Nvidia’s entry-level RTX 50-series card has officially landed
At $249, this is Nvidia’s cheapest Blackwell GPU
Nvidia just dropped the GeForce RTX 5050, the most entry-level member of its RTX 50-series lineup. It’s launching in the back half of July, and it’ll set you back $249.Spec-wise, this little guy comes with 2,560 CUDA cores based on the new Blackwell architecture – which is like a dedicated CPU in the GPU that uses AI to optimize stuff in real time, 8 GB of GDDR6 memory on a 128-bit interface and a 130W power draw. So yeah, you’ll still need to plug in a 6-pin or 8-pin connector.
Boost clocks go up to 2,570MHz, though some models from board partners will probably push it a bit further with factory overclocks. You also get 5th-gen tensor cores for AI stuff (up to 421 TOPS) and 40 TFLOPs of ray tracing performance. Not bad for a budget card.
And in case you forgot, Nvidia skipped the desktop RTX 4050 entirely. So yeah, this is technically the first xx50-class desktop card we’ve seen since the RTX 3050. But here’s the kicker – the 5050 actually shares a lot of specs with the old 3050: same CUDA core count, same memory size, same TGP.
CUDA cores are basically Nvidia’s version of tiny processors inside your GPU that handle all the heavy lifting for graphics, gaming, and parallel computing tasks – more CUDA cores usually means more power to crunch frames, effects, and data faster.
Nvidia’s performance charts are, let’s just say, less than helpful, but the company says the RTX 5050 is 60% faster (on average) in traditional rasterized games compared to the 3050.

Compared to the previous gen, the new one is indeed better. | Image credit – Nvidia
There’s no Founders Edition this time around, but all the big names – Asus, MSI, Gigabyte, Galaxy, Zotac, etc. – will be rolling out their versions of the card.
Should you care about it?
One big thing the RTX 5050 brings to the table is support for DLSS 3.5’s Multi-Frame Generation. That’s a first for the xx50 tier.
Translation? Instead of guessing what a reflection or shadow should look like, DLSS 3.5 uses trained neural networks to fill in the details more accurately. That means sharper lighting, cleaner reflections, and less visual noise, especially in games with heavy ray tracing.
But in the real world, DLSS 3.5 is one of those buzzword-y features Nvidia keeps pushing hard, and that at this point, still feels more like an ambitious idea than a flawless solution. Yes, it can boost frame rates by generating extra frames with AI, but especially in lower-end cards like the 5050, the effect might not always be great.Sometimes, things might just look… weird. It sounds cool and the tech has big potential down the line, but most non-hardcore gamers won’t even notice the difference and the ones who do probably care more about raw power and guaranteed high settings than fancy frame-gen tricks. Then again, this card clearly isn’t built for that crowd anyway.
Plus, not every game supports all DLSS features. You’ll need both developer support and compatible hardware. So, if a game doesn’t support DLSS, you’re mostly just getting a slightly more efficient version of the RTX 3050 with updated Blackwell architecture and faster clocks.

For around $50 more, the RTX 5060 is noticeably better. | Image credit – Nvidia
Speaking of which, yes – there’s a laptop version of the 5050, too. That one’s already shipping in machines starting at $999 and thanks to GDDR7’s better power efficiency, those laptops should stay cooler and slimmer.
A welcome entry-level option, but don’t expect fireworks
So yeah, unless your budget has a hard ceiling, you’re probably better off going a step higher. The 5050 doesn’t look like a bad card and DLSS 3.5 support helps, but overall, it feels more like a way to say “hey, we finally made a cheap Blackwell card” than something meant to shake up the budget GPU space.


● WORK INSTRUCTION:
Find and return every line of the data that contains the word "Daily".

● SOURCE DATA:
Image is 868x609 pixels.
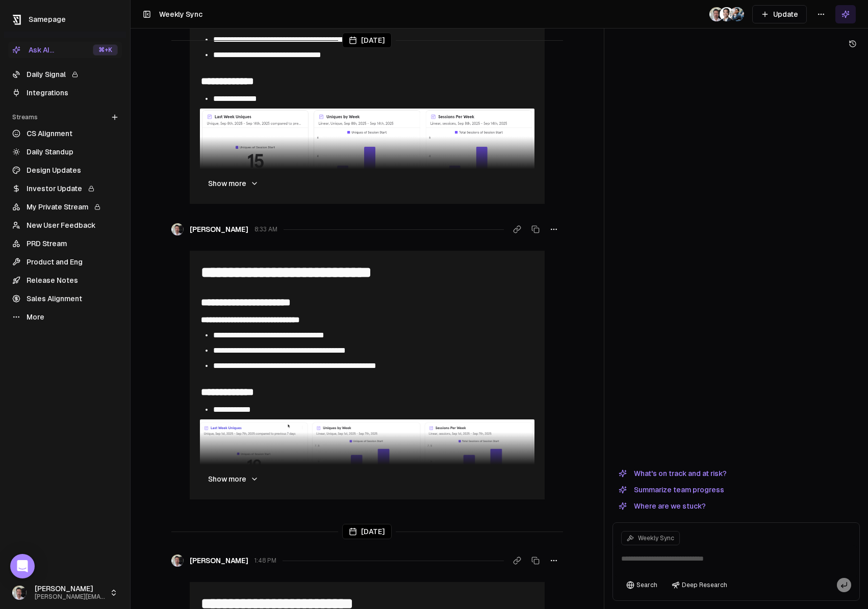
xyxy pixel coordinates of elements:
[12,45,54,55] div: Ask AI...
[638,534,674,542] span: Weekly Sync
[8,254,122,270] a: Product and Eng
[343,33,392,48] div: [DATE]
[8,218,122,234] a: New User Feedback
[8,199,122,215] a: My Private Stream
[666,579,732,593] button: Deep Research
[254,556,277,565] span: 1:48 PM
[343,524,392,539] div: [DATE]
[159,10,203,19] span: Weekly Sync
[190,556,249,566] span: [PERSON_NAME]
[8,291,122,307] a: Sales Alignment
[8,109,122,126] div: Streams
[8,162,122,178] a: Design Updates
[8,580,122,605] button: [PERSON_NAME][PERSON_NAME][EMAIL_ADDRESS]
[8,42,122,58] button: Ask AI...⌘+K
[8,272,122,289] a: Release Notes
[190,225,249,235] span: [PERSON_NAME]
[171,223,184,235] img: _image
[12,586,27,600] img: _image
[35,594,105,601] span: [PERSON_NAME][EMAIL_ADDRESS]
[35,585,105,594] span: [PERSON_NAME]
[622,579,663,593] button: Search
[8,85,122,101] a: Integrations
[613,467,733,480] button: What's on track and at risk?
[200,469,267,490] button: Show more
[200,420,534,502] img: 2025-09-16_08-17-59.png
[200,109,534,204] img: 2025-09-16_09-04-24.png
[8,126,122,142] a: CS Alignment
[8,235,122,252] a: PRD Stream
[171,555,184,567] img: _image
[8,144,122,160] a: Daily Standup
[613,500,712,513] button: Where are we stuck?
[93,45,118,55] div: ⌘ +K
[8,180,122,197] a: Investor Update
[613,484,731,496] button: Summarize team progress
[254,226,277,234] span: 8:33 AM
[720,7,734,21] img: _image
[10,555,35,579] div: Open Intercom Messenger
[730,7,744,21] img: 1695405595226.jpeg
[29,15,66,23] span: Samepage
[709,7,723,21] img: _image
[753,5,807,23] button: Update
[200,173,267,193] button: Show more
[8,309,122,325] a: More
[8,66,122,83] a: Daily Signal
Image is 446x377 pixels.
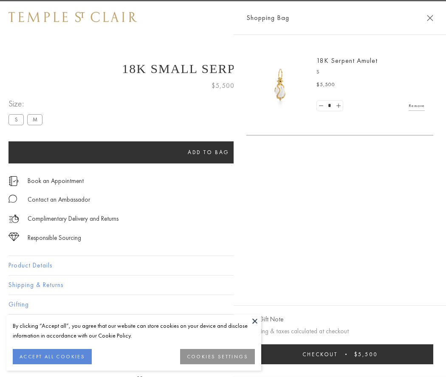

● OUTPUT FOR THIS TASK:
[8,144,122,160] a: Daily Standup
[8,66,122,83] a: Daily Signal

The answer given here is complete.